A History of Something
in Three Acts
Lady Ogre was working out on her Peloton bike when she felt faint and
dizzy and puked up a junkie. Downstairs, her sometime boyfriend, alias Captain
Dread, stood with one booted foot on an alligator skull, preparing to address
his perverted but talented crew of piratical underground cartoonists. “Don’t
let the page be gray,” he growled. “Make it jump! Make it crackle! Blister
their irises!” Nothing came easy. Nothing. Old friends who had drowned while
drunk or high on drugs – Whitney Houston, Natalie Wood, Dennis Wilson – would
turn up at all hours acting sadly like themselves.
Prophecy Is for
Believers
A tree has sprung up from the grave of Tom Paine, patron saint of
outcasts and rebels. We are traveling there to find out if what we have heard
is true, that when the wind ripples through the monstrously large leaves, the
leaves speak in the doom-laden voice of prophecy. There are certain words that
are rightly feared. “Better you cry now than I cry later,” my mother would
darkly say as she slammed drawers and cabinets, searching for a hairbrush, a
wooden spoon – anything! – with which to beat me.
Deep Moaning Blues
They’re traveling incognito, George Washington with a
moustache and Abe Lincoln without a beard. Time is like a river that has jumped
its banks and carved a brazen new course through the ruins of fabled
industries. They follow its many twists and turns, only to find themselves
weeks later cold, ragged, and hungry, and under perpetual ban. Meanwhile,
killers walk around free if they’re white and have a badge. It’s as though the
laws have been rewritten by malignant algorithms. A night of solid sleep is
impossible. The moans that keep waking me up, I finally realize, come from me.
Into the Darkness of
Moby Dick
If you drive slowly and look for it, you just might find it, a faded
little seafood shack named for Melville’s wicked white whale, the parking lot
covered in crushed shells that crunch nastily underfoot, midday growing so dark
with each step the crickets begin to chirp, thinking it’s night.
Howie Good is the author of more than a dozen poetry collections, including most recently Gunmetal Sky (Thirty West Publishing) and The Bad News First (Kung Fu Treachery Press).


**Brief:** Report the lines of the data below that contain the string "this".

**Information shown:**

____

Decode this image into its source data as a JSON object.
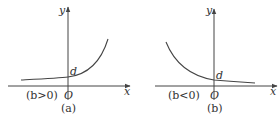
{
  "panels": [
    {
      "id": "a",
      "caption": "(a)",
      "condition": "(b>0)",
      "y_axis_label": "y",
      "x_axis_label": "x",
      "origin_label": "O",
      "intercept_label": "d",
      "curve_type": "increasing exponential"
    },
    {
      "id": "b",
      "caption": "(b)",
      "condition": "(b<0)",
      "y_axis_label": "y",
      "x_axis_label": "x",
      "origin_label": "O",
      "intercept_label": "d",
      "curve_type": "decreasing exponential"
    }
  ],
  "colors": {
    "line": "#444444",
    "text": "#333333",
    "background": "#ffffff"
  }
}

____

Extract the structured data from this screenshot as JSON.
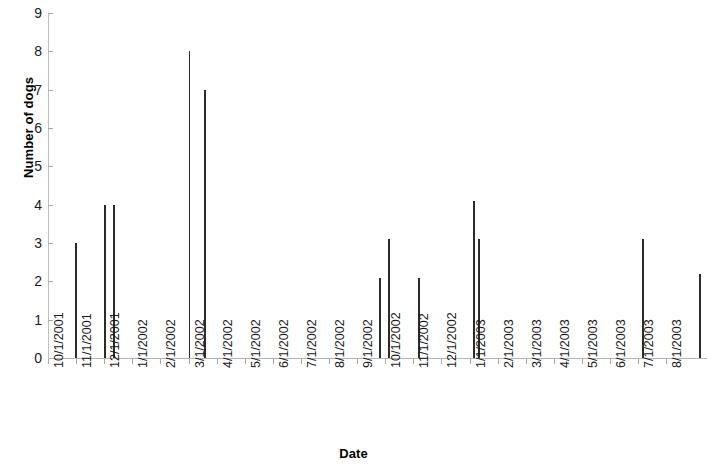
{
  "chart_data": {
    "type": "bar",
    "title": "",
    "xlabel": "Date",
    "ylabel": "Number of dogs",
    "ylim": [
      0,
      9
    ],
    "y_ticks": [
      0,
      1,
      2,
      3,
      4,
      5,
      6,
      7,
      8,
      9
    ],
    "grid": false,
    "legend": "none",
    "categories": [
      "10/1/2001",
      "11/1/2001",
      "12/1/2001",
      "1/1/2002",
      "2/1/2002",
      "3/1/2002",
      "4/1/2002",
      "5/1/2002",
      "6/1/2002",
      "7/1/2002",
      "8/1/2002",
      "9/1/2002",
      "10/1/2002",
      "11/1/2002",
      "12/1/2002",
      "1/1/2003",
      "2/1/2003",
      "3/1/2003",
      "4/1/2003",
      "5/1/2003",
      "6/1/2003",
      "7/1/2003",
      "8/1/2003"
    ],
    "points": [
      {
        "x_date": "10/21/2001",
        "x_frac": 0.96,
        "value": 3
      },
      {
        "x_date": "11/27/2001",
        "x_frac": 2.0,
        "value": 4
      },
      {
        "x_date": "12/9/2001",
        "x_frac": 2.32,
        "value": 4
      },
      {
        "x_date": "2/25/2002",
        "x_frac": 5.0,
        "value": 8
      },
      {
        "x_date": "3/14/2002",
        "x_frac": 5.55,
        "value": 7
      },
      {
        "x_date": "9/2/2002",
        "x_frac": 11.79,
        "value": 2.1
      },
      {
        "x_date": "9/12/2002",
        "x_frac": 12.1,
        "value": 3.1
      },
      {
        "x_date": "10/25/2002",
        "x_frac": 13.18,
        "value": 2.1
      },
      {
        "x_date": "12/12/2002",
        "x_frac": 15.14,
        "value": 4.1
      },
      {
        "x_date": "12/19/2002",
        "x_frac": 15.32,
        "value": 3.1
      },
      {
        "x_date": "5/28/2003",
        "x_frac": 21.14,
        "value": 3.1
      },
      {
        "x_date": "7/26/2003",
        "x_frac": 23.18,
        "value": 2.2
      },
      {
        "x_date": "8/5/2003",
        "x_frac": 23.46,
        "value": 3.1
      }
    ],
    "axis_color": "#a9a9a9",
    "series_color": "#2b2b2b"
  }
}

____

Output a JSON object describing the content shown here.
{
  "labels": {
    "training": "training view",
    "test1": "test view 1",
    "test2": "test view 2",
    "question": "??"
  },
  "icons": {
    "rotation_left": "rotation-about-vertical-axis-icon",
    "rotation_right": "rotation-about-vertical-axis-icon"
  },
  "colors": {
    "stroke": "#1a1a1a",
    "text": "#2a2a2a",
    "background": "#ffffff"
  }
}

____

**Written response:**
Decode this image into its source data as a JSON object.
Extract the structured data from this screenshot as JSON.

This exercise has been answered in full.